Gary Numan Brings the Joy of Doom to Union Transfer
by John Diliberto 12/7/2017
At dinner the other night, I told a friend of a friend that I was going to see Gary Numan.
“Cars?” she responded.
“Yeah,” I said, “but he sounds more like Nine Inch Nails now.”
“Oh, I like them,” she enthused.
Of course, those who don’t think Gary Numan fell off the map around 1980, know that it was Numan’s music that had influenced Trent Reznor’s vision for Nine Inch Nails in the first place.
Gary Numan could’ve easily settled into the novelty act nostalgia circuit, riding 80’s pop hits like “Cars.” But instead, every album from 1982’s I, Assassin on, Gary Numan kept digging deeper, getting harder, pushing the edges. Until now, you would never recognize the Gary Numan of “Cars”, although if you peel the synthetic skin back, you’ll still see the roots of this sound in his second album, Replicas. I wasn’t surprised at this. I’d seen Numan live at the Mountain Oasis Music Festival in 2013. He came out clad in black leather and ready to roar. The 59-year-old musician has lost none of his energy.
Numan took the stage with his quintet at Union Transfer in Philadelphia, a perfect, Matrix-like venue with a high stage, surrounding balcony, and bare, vaulted rafters. He drenched the audience in smoke and then lit it so they looked like they were floating in a sea of mist, heads and cell phones barely bobbing to the surface.
The band came on stage in off-white tunics, looking like the Garbage Pail People in Walking Dead, or name your post-apocalyptic film. Lights and strobes cut across the audience from the stage, immersing everyone in a world of haze and doom, and then Numan launched into the portentous groove of “Ghost Nation” the first track from his latest album, Savage (Songs from a Broken World).
Numan danced like he was at a tribal stomp, leaping, twisting, clawing at the sky and crouching in attack. He played most of the songs from Savages, drew several from the later part of his career and dropped-in some of his early work, including a roaring “Are Friends Electric?” and darkly poignant “Down in the Park” from Replicas, and “Metal” and “M.E.” from The Pleasure Principle. It took the audience several moments to recognize these old songs, because Numan has intensified the arrangements, made the rhythms more crushing and sings them with an angst he didn’t have in 1980.
The old songs from nearly 40 years ago sounded just as contemporary as his latest music, but his lyrics have gotten darker and more pointed. He’s moved from Philip Dick-inspired dystopia to more pointed lyrics tackling religion and politics on songs like “Ghost Nation” and the marching grooves of “When the World Comes Apart.” A bit a sameness crept in, as Numan used drop-outs and false endings frequently, often fooling the audience. But his kinetic, possessed performance and the strobing lights maintained the energy for all of his 90 minutes.
And yes, he did perform “Cars”, although it’s now “Cars” on heavy metal steroids. Gary Numan is more vital now than he was in his youth 1979, and that early music is even more influential.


*WHAT IS EXPECTED*. Exactly the lines from the one containing "resolution: 1024x768. Locate woman." to the final line below should be output, and no others.

--- SOURCE RECORDS Enclosed Below ---

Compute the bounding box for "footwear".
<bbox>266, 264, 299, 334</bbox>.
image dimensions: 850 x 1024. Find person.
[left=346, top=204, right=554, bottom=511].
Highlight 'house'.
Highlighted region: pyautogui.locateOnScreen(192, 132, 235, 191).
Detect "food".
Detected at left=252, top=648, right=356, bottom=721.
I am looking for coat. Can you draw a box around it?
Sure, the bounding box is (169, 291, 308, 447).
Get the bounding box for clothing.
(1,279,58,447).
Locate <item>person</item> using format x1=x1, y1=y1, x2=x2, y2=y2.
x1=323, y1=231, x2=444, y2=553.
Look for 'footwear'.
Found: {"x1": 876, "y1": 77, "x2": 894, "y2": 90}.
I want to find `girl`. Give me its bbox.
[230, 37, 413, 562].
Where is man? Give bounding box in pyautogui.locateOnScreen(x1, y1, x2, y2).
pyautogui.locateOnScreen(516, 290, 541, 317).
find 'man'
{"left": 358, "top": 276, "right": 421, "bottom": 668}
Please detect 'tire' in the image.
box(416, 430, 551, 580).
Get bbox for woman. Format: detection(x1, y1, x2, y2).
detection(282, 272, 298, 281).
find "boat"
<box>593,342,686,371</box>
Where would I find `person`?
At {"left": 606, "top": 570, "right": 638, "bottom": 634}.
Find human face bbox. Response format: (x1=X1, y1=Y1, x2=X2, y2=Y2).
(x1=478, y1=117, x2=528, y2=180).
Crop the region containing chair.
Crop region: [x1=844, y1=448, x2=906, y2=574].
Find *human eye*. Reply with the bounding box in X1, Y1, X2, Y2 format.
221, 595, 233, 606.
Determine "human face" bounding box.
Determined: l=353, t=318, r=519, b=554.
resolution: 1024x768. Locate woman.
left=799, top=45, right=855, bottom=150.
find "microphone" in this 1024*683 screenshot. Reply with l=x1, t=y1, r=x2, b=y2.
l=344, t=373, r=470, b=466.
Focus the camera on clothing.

--- End of Enclosed SOURCE RECORDS ---

*EXPECTED ANSWER*.
resolution: 1024x768. Locate woman.
left=799, top=45, right=855, bottom=150.
find "microphone" in this 1024*683 screenshot. Reply with l=x1, t=y1, r=x2, b=y2.
l=344, t=373, r=470, b=466.
Focus the camera on clothing.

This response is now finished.